Trades Navigator
For every worker in the American trades— from your first apprenticeship to the day you hand off the shop.
The skilled trades build everything you can see and fix everything that breaks. Electricians, plumbers, ironworkers, HVAC technicians, welders, diesel mechanics — if you do this work, you are not a backup plan. You are the backbone of the physical economy, and you are compensated accordingly. The median wage in most major skilled trades exceeds the median across all U.S. occupations. Source: BLS OES, May 2024.
Your work can't be outsourced, and it can't be automated. A robot can't crawl under your house to replace a pipe. An algorithm can't climb a steel frame in the rain. These careers are not threatened by AI or robotics in any timeframe a working person needs to plan around — the work is physical, on-site, and judgment-driven, the three things that have proven hardest to automate.
If you are in the trades — or thinking about entering them — we built this site for you. Not for your employer. Not for a trade association. For you.

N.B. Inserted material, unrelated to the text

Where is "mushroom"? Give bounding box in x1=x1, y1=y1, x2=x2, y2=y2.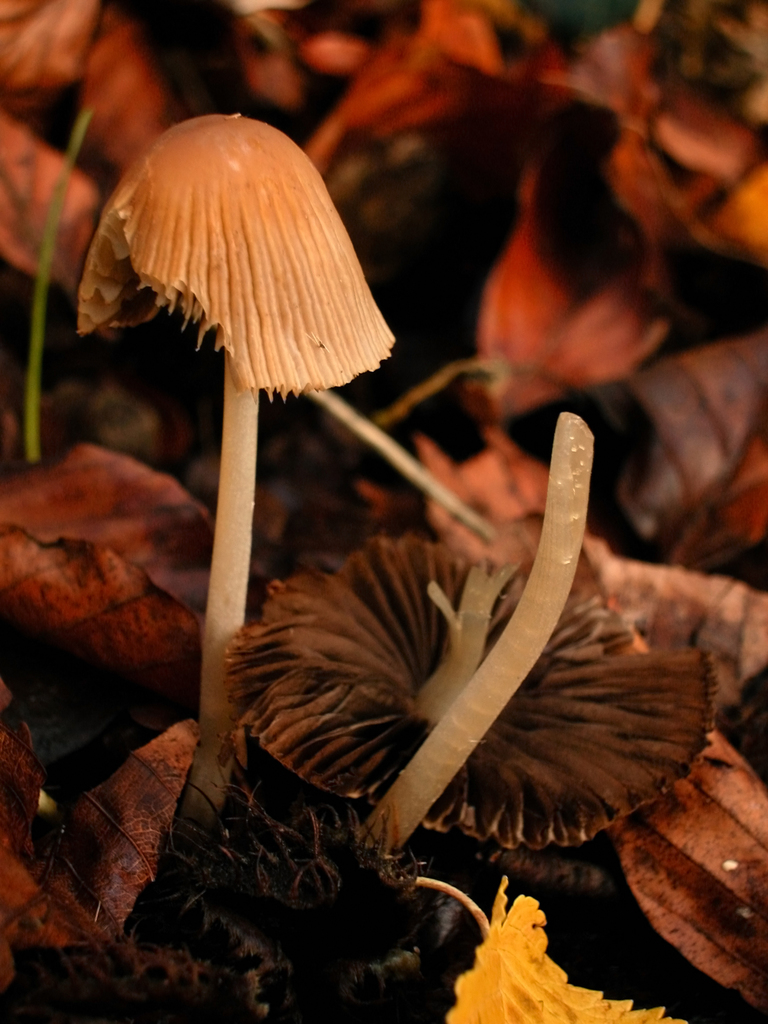
x1=71, y1=106, x2=461, y2=812.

Everything here is free, and it will stay free. Every wage figure, licensing requirement, and program reference comes from the government agency that published it.
The modules
From first-looking to passing on the shop
Seven modules covering the full arc of a trades career. Whether you’re seventeen or sixty, the path forward is here.
The Trades
What each trade does, what it pays, what the day-in-life really looks like.
[02·ENTER]Apprenticeships
Registered apprenticeships in Texas, Washington, and California — union and non-union.
[03·GET LICENSED]Licensing
State-by-state journeyman and master licensing: hours, exams, reciprocity.
[04·START]Business Launch
Contractor licensing, insurance, bonding, LLC, bookkeeping, estimating, bidding.
[05·MAINTAIN]Continuing Ed
CE requirements by state and trade, plus specialty certifications.
[06·CHECK A SCHOOL]School Records
Public federal records on file for any trade school. Five sources, no composite score.
[07·PLAN THE EXIT]Exit & Succession
Valuation, succession, seller financing, and the conversation guides for handing off.
[WHERE COVERAGE IS DEEPEST]
Three trades currently carry our deepest module work — specialty ladders, equipment-investment notes, premium certifications. The other 17 trades have full overviews and licensing where states publish it. How we chose
Pick a trade
All twenty trades, grouped by sector.
[A·CONSTRUCTION]
Construction
Carpenter
Electrician
Elevator Constructor
Glazier
Ironworker
Mason
Operating Engineer
Plumber
Sheet Metal Worker
[B·INDUSTRIAL & MECHANICAL]
Industrial & Mechanical
Boilermaker
HVAC Technician
Industrial Maintenance Technician
Machinist
Millwright
Welder
[C·AUTOMOTIVE & DIESEL]
Automotive & Diesel
Aircraft Mechanic (A&P)
Auto Body Technician
Automotive Service Technician
Diesel Mechanic
Heavy Equipment Mechanic
[06·STORIES]
Three illustrative career arcs from the catalog.
Composite personas, one per career stage. How we chose
[ OUR SOURCES ]
Every number on this site links back to the agency that published it. Click a figure to read the record.
We compile this from public government records — DOL CareerOneStop, state licensing boards, VA GI Bill data, ED accreditation listings, and BLS wage data. Every number on every page links to its source. Why this is free
Data sources last verified through May 5, 2026.